I WAS delighted to see your expanded letters page in last week’s Standard, with its three prescient letters on the NHS. 

With regard to alleged bullying, I know nothing about Romney House Surgery but I do know that right across the NHS, health staff are under unprecedented pressures due to deliberately calculated government under-funding and real or planned service cuts. 

In such a situation, it can be very difficult to avoid the noxious consequences of such workplace stress. 

The government has a solemn duty to care well-enough for those caring for others’ health and in this regard the Conservatives are abjectly failing. 

In his letter “NHS crisis left out of budget”, Lib Dem candidate Dr Brian Mathew is right to highlight Chancellor Philip Hammand’s breathtaking Pontius Pilate attitude to the NHS and social care in his recent Autumn Statement.

Until recently, the government knew it couldn’t dare to be seen to privatise our NHS because of the resulting public outcry but my fear is that in the ‘post-truth’ era of Trump, the Conservatives will be emboldened in brazenly privatising our most precious national community asset. 

Across the country, furtive local plans are being hatched under a blanket of secrecy, commonly pushing forward previous controversial closure plans under the criminally disingenuous headings of ‘centralisation’ or ‘reconfiguration’.

When challenged about these nefarious plans, a local Conservative MP replied that, “Where there is no longer a strong policy reason for continued public ownership or where there is potential for an asset to operate most sensibly and efficiently in the private sector, the government will look into the potential sale of public sector assets”. 

So the cat is leaping out of the bag, the Conservatives need to be under no misapprehension that any such moves to further privatise the people’s NHS must and will be resisted by the people by every possible means.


* AIM OF THE TASK *
Filter the records for lines holding the string "Image".

* SUPPLIED RECORDS *
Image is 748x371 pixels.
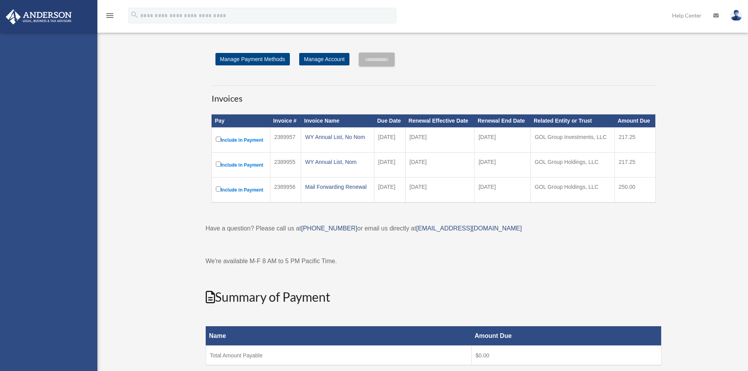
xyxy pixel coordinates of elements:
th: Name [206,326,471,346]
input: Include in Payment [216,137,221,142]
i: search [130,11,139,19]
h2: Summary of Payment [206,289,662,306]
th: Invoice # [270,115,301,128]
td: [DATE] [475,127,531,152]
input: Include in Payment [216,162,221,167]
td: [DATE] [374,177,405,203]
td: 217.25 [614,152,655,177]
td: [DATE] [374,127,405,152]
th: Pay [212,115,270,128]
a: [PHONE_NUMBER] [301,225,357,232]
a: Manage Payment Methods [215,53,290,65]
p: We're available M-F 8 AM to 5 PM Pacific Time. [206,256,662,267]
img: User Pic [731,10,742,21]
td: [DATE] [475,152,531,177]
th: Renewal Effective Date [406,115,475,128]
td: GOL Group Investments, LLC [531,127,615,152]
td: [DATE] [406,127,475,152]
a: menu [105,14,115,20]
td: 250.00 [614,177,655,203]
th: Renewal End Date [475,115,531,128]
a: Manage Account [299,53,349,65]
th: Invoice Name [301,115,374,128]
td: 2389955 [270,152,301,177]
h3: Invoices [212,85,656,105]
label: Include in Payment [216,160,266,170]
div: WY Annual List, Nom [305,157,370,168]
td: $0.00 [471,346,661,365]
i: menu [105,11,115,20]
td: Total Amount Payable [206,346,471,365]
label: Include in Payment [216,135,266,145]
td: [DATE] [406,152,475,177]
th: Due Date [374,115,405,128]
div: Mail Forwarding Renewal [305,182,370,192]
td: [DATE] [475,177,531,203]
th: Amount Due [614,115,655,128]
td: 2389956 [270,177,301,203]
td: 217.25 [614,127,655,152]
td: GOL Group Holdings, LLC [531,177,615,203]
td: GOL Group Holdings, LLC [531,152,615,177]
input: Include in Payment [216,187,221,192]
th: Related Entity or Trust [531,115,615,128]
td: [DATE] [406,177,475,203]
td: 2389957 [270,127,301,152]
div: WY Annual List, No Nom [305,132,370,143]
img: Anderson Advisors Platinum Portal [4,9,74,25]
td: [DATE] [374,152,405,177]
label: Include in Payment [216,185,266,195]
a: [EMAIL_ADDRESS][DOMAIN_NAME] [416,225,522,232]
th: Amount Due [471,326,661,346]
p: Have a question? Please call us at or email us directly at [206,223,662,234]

---

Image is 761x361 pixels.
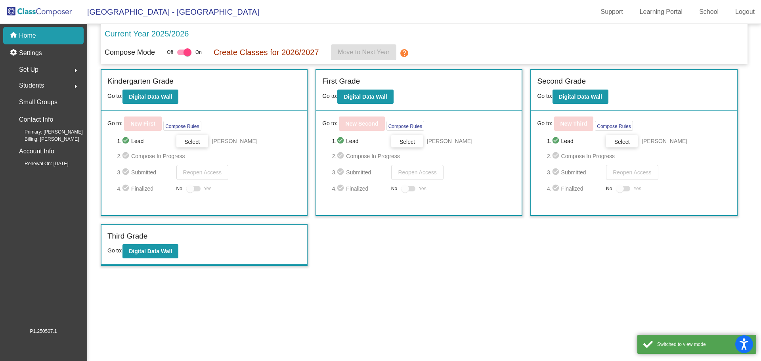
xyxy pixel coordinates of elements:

* FINAL ANSWER *
Image is 748x371 pixels.
Image is 761x361 pixels.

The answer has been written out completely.